Alan Shearer will not be returning to Newcastle as Kevin Keegan's number two but could yet be handed a significant role on the coaching staff after holding lengthy talks with the new Magpies boss last night.
A Keegan-Shearer dream ticket was the talk of Tyneside in the immediate wake of Sam Allardyce's departure earlier this month, and the 56-year-old's admission he would be talking to the man for whom he paid £15million back in the summer of 1996 as he was officially unveiled a week ago sparked a fresh wave of optimism.
But the two men will meet again on Monday for fresh discussions having agreed that while the 37-year-old former England skipper could have a major part to play, it will not be as assistant manager.
Asked if he had spoken to Shearer, Keegan said today: "Yes I have. I had four hours in his company last night. We had an excellent meeting.
"We talked in detail about this club - I know all his views on it now, he knows all mine, and we will talk again on Monday.
"It was great to see him again because I haven't really been in contact with Alan for a year, and I think we both missed that.
"We will see what happens on Monday. It will not be as number two, I will tell you that.

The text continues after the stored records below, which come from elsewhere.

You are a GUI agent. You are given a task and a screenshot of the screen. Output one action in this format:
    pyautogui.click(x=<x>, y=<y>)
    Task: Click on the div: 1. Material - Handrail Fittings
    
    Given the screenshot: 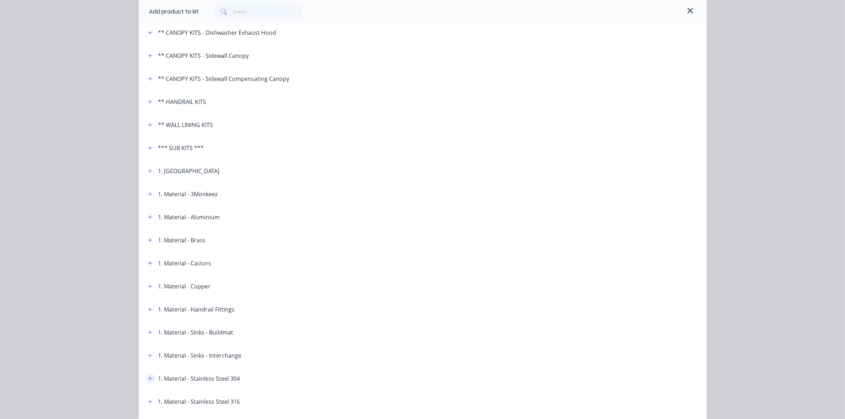 What is the action you would take?
    pyautogui.click(x=197, y=309)
    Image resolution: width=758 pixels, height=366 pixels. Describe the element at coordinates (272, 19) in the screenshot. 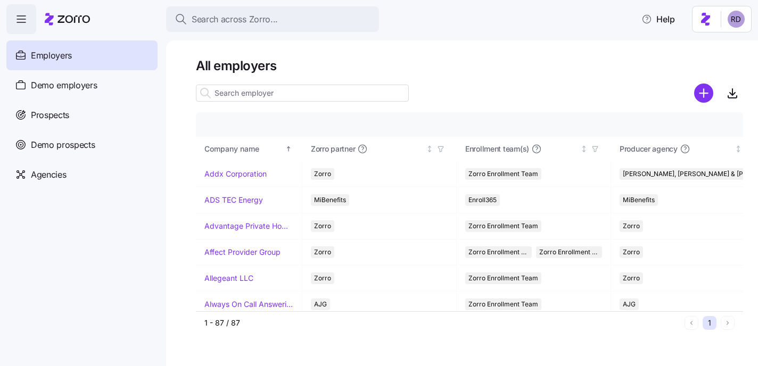

I see `button: Search across Zorro...` at that location.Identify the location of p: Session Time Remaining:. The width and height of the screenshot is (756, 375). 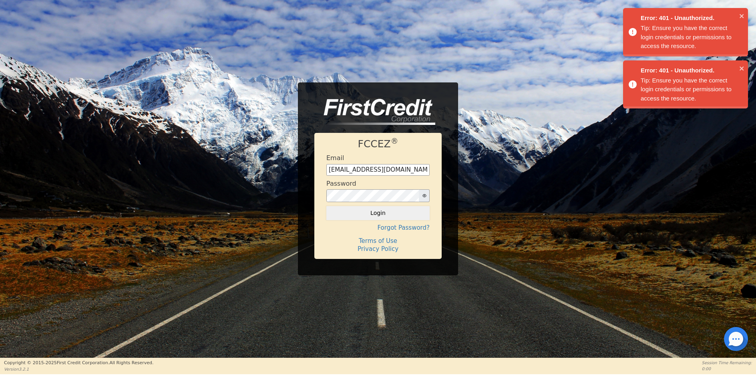
(727, 363).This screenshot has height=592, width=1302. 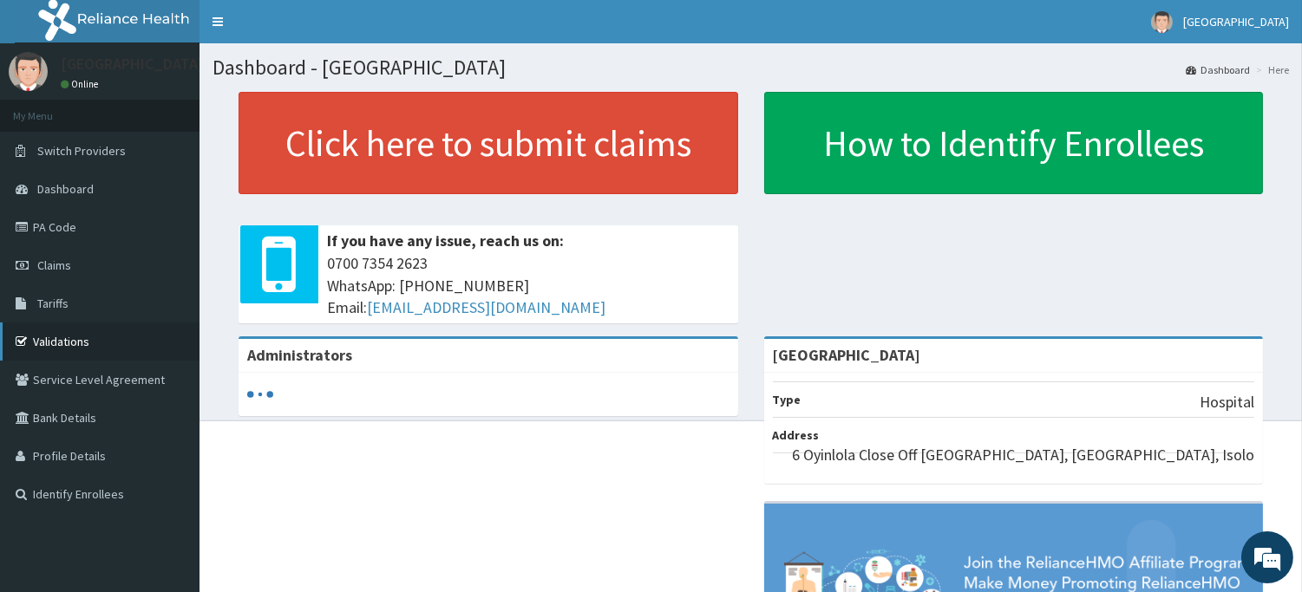 What do you see at coordinates (53, 303) in the screenshot?
I see `span: Tariffs` at bounding box center [53, 303].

"It will not be, and that's the conclusion we both came to. But it will be, if he decides to come in, a very worthwhile role.

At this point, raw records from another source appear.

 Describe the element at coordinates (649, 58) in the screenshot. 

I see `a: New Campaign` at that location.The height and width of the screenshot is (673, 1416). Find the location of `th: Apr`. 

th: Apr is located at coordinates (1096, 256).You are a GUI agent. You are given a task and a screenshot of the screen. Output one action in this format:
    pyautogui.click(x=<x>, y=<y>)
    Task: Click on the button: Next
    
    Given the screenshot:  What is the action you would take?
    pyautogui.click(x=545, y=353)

"Alan doesn't come in here (to the training ground), he doesn't come in and around this place, and I would like to encourage the old players to come back.
"I used to get them all coming back at Manchester City.
"But Alan will come in, if he comes, and it will be a role that's worthwhile, or he will say, 'No, not at the moment' because like we both said last night, if it is not worthwhile, let's not do it. That's where we are with it."
The Shearer situation is not one which needs to be resolved urgently, however, with transfer deals to be done before next Thursday's deadline and the little matter of two visits to Arsenal to come inside four days.
Newcastle head for north London tomorrow for an FA Cup fourth round tie at the Emirates Stadium, and will return on Tuesday evening with three Barclays Premier League points at stake.
Keegan's preparations for tomorrow's game have had to be conducted at the same time as his efforts to strengthen a small squad, although he was giving little away amid speculation that Middlesbrough's Jonathan Woodgate, Tottenham's Pascal Chimbonda and Blackburn's David Bentley are among his targets.
He said: "We have nobody in yet and it is not easy to get players in better than what we have got here.
"There are players there who possibly fit that criteria, but they are not available, so it is a case of trying to find someone who is available and fit the criteria we want, which is as good or better in some positions than what we have."
In the meantime, Keegan will send his side out against a Gunners team still smarting from their 5-1 Carling Cup semi-final drubbing by arch-rivals Spurs insisting they will be under orders to have a go.
He said: "We are going there to play them - you might think that's all I ever do.
"Trust me, if I thought it was right to go there and defend and block everybody behind the ball and try to have a backs-to-the-wall, 90-minute goalless draw, I would do it.
"But during my days at Liverpool, I learnt that if a team gave us 90 minutes to attack them in their half, one of us, with the ability we had, would open them up somewhere and create chances, or it might just be a deflection.
"We are going to play. That's what we will do and we will see how it goes."